Self-Incrimination 101: L. Scott Briscoe’s Viral Facebook Legal Tips
Lawyer L. Scott Briscoe's viral Facebook legal tips reveal how social media posts become courtroom evidence. 20+ years of wit and wisdom from West Virginia.
Is your Facebook feed a prosecutor's dream? With over 20 years of experience in the courtroom, lawyer L. Scott Briscoe has seen it all. Known as the West Virginia Legal Eagle, Briscoe has amassed over 45,000 followers by sharing the hilariously dumb things people do to land themselves in jail.
How Social Media Becomes Evidence: L. Scott Briscoe Insights
The page started out of sheer frustration. Briscoe recalled a juvenile client who posted photos of herself committing trespassing and destruction of property on Facebook. All the prosecutor had to do was click print. "When you post your criminal acts 1, 2, and 3, they become State's exhibits A, B, and C," Briscoe explains. From clients on home confinement posting vacation photos to juveniles smoking weed on camera, the digital trail is often the smoking gun.
Humor as a Shield in a Heavy Profession
Behind the laughs lies a sobering reality. Briscoe handles between 25 to 40 hearings a day, many involving child abuse and neglect exacerbated by the regional drug epidemic. Since starting in 1997, his caseload has surged from five cases a week to dozens daily. He credits his dry wit for keeping him sane, stating that finding humor in a depressing grind is his "icing on the cake."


• [Exercise instructions]
What is needed here is every line of the records that includes "button".

Website and app data records
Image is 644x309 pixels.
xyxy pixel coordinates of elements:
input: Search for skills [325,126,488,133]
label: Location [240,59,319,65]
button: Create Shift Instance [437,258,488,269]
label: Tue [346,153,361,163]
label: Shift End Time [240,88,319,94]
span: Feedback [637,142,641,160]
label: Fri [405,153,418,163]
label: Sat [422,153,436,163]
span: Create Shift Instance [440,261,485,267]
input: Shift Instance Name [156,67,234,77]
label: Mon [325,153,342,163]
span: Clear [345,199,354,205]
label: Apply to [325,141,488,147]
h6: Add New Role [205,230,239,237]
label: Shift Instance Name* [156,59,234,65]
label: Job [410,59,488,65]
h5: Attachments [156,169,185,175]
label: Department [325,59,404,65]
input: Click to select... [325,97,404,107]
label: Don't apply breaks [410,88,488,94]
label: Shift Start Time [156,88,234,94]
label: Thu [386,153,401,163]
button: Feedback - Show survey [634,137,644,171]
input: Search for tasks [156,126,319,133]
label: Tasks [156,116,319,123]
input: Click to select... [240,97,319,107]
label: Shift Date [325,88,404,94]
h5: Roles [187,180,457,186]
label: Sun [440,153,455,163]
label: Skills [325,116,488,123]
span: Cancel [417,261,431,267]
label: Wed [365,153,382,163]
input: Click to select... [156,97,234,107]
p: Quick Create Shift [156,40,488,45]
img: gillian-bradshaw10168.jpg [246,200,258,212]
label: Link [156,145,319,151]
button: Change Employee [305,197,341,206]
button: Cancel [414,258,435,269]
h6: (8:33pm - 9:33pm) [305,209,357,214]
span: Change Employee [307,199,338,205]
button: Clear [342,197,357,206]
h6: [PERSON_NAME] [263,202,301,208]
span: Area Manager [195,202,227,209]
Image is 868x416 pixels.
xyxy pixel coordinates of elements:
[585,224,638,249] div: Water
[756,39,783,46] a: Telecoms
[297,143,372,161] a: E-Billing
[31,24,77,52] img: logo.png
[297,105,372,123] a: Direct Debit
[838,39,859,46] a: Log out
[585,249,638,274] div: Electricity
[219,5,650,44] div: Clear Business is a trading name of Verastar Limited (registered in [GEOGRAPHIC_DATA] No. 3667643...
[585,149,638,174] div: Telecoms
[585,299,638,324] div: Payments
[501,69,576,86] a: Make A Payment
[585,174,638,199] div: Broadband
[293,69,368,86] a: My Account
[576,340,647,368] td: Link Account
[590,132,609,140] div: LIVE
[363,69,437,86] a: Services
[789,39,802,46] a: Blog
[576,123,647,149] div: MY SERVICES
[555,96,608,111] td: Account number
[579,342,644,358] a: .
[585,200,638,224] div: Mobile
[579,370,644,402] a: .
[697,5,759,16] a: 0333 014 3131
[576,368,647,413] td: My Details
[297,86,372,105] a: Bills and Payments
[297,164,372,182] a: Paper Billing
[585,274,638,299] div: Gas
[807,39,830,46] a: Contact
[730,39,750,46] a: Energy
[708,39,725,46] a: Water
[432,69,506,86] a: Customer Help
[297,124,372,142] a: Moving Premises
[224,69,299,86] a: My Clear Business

• [Written response]
button: Create Shift Instance [437,258,488,269]
button: Feedback - Show survey [634,137,644,171]
button: Change Employee [305,197,341,206]
button: Cancel [414,258,435,269]
button: Clear [342,197,357,206]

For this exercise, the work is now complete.